Unfortunately, the valley is also the site of some of the worst floods in the Pacific Northwest. The flooding has devastated farms, left bloated cattle corpses hanging from barn rafters and left some farmers themselves dead.

This is the location Gov. Jay Inslee chose to include as part of his climate tour in order to make a point.

Susan Ujcic, a Washington State farmer here who runs one of the largest community-supported agriculture businesses in the state, is intimately familiar with the impacts of anthropogenic climate disruption (ACD).

The Helsing Junction Farm where she works, located right on the banks of the Chehalis River, now has to be relocated every year due to flooding.

“We’ve had five record-setting, 100-year floods just since 1986,” Ujcic told Truthout while standing in a field at her farm in September. “So we’ve learned to mitigate.

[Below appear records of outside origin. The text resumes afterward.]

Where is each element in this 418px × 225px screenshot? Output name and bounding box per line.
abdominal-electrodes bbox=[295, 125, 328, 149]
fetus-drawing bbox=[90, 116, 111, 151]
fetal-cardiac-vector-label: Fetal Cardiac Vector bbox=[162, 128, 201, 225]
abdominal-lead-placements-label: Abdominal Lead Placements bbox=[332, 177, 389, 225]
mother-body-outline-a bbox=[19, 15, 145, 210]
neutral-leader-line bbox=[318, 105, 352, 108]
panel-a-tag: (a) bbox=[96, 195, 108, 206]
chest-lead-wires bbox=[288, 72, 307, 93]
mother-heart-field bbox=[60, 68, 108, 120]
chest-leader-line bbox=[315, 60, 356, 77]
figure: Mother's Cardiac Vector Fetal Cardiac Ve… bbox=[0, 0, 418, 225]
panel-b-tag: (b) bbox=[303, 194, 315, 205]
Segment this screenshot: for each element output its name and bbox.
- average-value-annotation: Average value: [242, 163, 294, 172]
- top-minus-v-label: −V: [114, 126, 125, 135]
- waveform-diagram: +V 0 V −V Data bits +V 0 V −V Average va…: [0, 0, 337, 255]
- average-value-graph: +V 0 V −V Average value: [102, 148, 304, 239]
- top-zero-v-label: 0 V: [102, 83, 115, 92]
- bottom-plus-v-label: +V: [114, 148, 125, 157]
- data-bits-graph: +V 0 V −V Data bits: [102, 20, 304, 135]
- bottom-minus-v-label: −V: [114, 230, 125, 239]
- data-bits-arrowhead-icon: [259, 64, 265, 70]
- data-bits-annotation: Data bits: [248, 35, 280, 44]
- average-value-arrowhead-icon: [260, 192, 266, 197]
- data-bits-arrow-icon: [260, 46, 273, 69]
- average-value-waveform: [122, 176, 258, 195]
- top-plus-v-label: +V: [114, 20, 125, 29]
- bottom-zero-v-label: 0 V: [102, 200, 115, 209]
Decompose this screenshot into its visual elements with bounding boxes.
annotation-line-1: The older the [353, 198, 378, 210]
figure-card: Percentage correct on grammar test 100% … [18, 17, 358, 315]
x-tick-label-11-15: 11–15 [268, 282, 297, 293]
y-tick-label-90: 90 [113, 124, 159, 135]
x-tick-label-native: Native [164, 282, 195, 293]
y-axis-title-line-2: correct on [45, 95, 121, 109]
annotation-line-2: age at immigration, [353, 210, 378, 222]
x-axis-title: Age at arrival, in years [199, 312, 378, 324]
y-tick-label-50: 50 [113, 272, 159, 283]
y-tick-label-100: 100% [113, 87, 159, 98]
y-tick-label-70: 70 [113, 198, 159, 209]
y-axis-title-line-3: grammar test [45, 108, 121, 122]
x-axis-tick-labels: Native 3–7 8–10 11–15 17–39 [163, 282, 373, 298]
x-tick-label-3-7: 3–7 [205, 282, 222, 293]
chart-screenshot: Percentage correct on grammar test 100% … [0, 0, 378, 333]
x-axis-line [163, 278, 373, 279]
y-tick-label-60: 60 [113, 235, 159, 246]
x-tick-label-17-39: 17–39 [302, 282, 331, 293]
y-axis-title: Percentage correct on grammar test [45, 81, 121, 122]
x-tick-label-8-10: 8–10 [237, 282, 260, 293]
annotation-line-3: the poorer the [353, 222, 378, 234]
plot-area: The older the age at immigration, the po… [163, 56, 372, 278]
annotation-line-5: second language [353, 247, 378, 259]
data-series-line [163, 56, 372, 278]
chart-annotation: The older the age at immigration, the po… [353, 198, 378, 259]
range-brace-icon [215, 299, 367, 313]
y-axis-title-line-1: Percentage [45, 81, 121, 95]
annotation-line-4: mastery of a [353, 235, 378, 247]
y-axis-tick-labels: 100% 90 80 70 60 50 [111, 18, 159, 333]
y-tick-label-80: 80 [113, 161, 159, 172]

Every year since 2007, on November 1, we move all our equipment, inventory and office to higher ground, and in the spring, after flooding season, we move back.”

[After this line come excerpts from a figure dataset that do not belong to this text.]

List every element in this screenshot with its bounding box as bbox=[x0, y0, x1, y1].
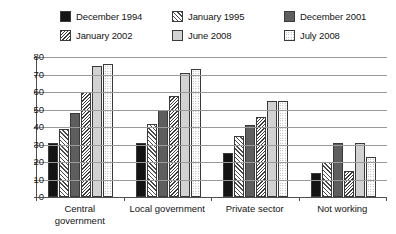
legend-item-label: December 2001 bbox=[300, 11, 366, 22]
y-axis-tick-label: 60 bbox=[18, 87, 44, 96]
y-axis-tick-label: 20 bbox=[18, 157, 44, 166]
y-axis-tick-label: 10 bbox=[18, 175, 44, 184]
x-axis-tick-mark bbox=[211, 197, 212, 201]
bar[interactable] bbox=[344, 171, 354, 197]
x-axis-labels: CentralgovernmentLocal governmentPrivate… bbox=[36, 203, 386, 226]
legend-item[interactable]: June 2008 bbox=[172, 30, 284, 41]
legend-item-label: July 2008 bbox=[300, 30, 340, 41]
legend-swatch-icon bbox=[172, 11, 183, 22]
x-axis-category-label-line: Local government bbox=[124, 203, 212, 215]
y-axis-tick-label: 70 bbox=[18, 70, 44, 79]
x-axis-tick-mark bbox=[36, 197, 37, 201]
legend-swatch-icon bbox=[284, 30, 295, 41]
y-axis-tick-label: 50 bbox=[18, 105, 44, 114]
gridline bbox=[37, 162, 387, 163]
bar[interactable] bbox=[136, 143, 146, 197]
x-axis-category-label-line: government bbox=[36, 215, 124, 227]
legend-item-label: June 2008 bbox=[188, 30, 231, 41]
legend-swatch-icon bbox=[60, 11, 71, 22]
legend-item[interactable]: December 1994 bbox=[60, 11, 172, 22]
x-axis-category-label-line: Private sector bbox=[211, 203, 299, 215]
legend-item[interactable]: January 1995 bbox=[172, 11, 284, 22]
legend-item[interactable]: December 2001 bbox=[284, 11, 394, 22]
bar[interactable] bbox=[158, 110, 168, 198]
legend-swatch-icon bbox=[172, 30, 183, 41]
gridline bbox=[37, 110, 387, 111]
x-axis-category-label: Local government bbox=[124, 203, 212, 226]
x-axis-category-label-line: Not working bbox=[299, 203, 387, 215]
x-axis-category-label: Private sector bbox=[211, 203, 299, 226]
x-axis-category-label: Centralgovernment bbox=[36, 203, 124, 226]
x-axis-tick-mark bbox=[124, 197, 125, 201]
legend-swatch-icon bbox=[284, 11, 295, 22]
bar[interactable] bbox=[48, 143, 58, 197]
legend-item[interactable]: July 2008 bbox=[284, 30, 394, 41]
plot-area: 80706050403020100 bbox=[36, 57, 386, 197]
bar[interactable] bbox=[355, 143, 365, 197]
x-axis-tick-mark bbox=[299, 197, 300, 201]
bar[interactable] bbox=[333, 143, 343, 197]
bar-chart: December 1994January 1995December 2001Ja… bbox=[0, 0, 396, 234]
legend-item-label: January 2002 bbox=[76, 30, 132, 41]
legend-item[interactable]: January 2002 bbox=[60, 30, 172, 41]
x-axis-category-label: Not working bbox=[299, 203, 387, 226]
bar[interactable] bbox=[103, 64, 113, 197]
legend-item-label: January 1995 bbox=[188, 11, 244, 22]
bar[interactable] bbox=[70, 113, 80, 197]
gridline bbox=[37, 92, 387, 93]
bar[interactable] bbox=[147, 124, 157, 198]
bar[interactable] bbox=[92, 66, 102, 197]
legend-swatch-icon bbox=[60, 30, 71, 41]
bar[interactable] bbox=[223, 153, 233, 197]
bar[interactable] bbox=[169, 96, 179, 198]
y-axis-tick-label: 30 bbox=[18, 140, 44, 149]
gridline bbox=[37, 127, 387, 128]
gridline bbox=[37, 75, 387, 76]
gridline bbox=[37, 145, 387, 146]
bar[interactable] bbox=[311, 173, 321, 198]
x-axis-tick-mark bbox=[386, 197, 387, 201]
bar[interactable] bbox=[256, 117, 266, 198]
legend-item-label: December 1994 bbox=[76, 11, 142, 22]
bar[interactable] bbox=[191, 69, 201, 197]
gridline bbox=[37, 180, 387, 181]
chart-legend: December 1994January 1995December 2001Ja… bbox=[60, 7, 390, 45]
x-axis-category-label-line: Central bbox=[36, 203, 124, 215]
y-axis-tick-label: 80 bbox=[18, 52, 44, 61]
gridline bbox=[37, 57, 387, 58]
y-axis-tick-label: 40 bbox=[18, 122, 44, 131]
bar[interactable] bbox=[267, 101, 277, 197]
bar[interactable] bbox=[278, 101, 288, 197]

Ujcic is lucky enough to live in a state governed by Inslee, a man known as the “green governor”: He has designated ACD to be the single most important issue for he and his cabinet. And on the same day Truthout spoke with Ujcic, Inslee was visiting her farm, striving to help her and others in his state who are bearing the brunt of the impact from ACD.

“Here we are hopeful because when we see local impacts like flooding in the Chehalis, lack of irrigation in Yakima, ocean acidification hurting the oyster industry here, these are people having to deal with real world issues,” Inslee told Truthout. “It’s not an ideological debate. We want real world solutions.”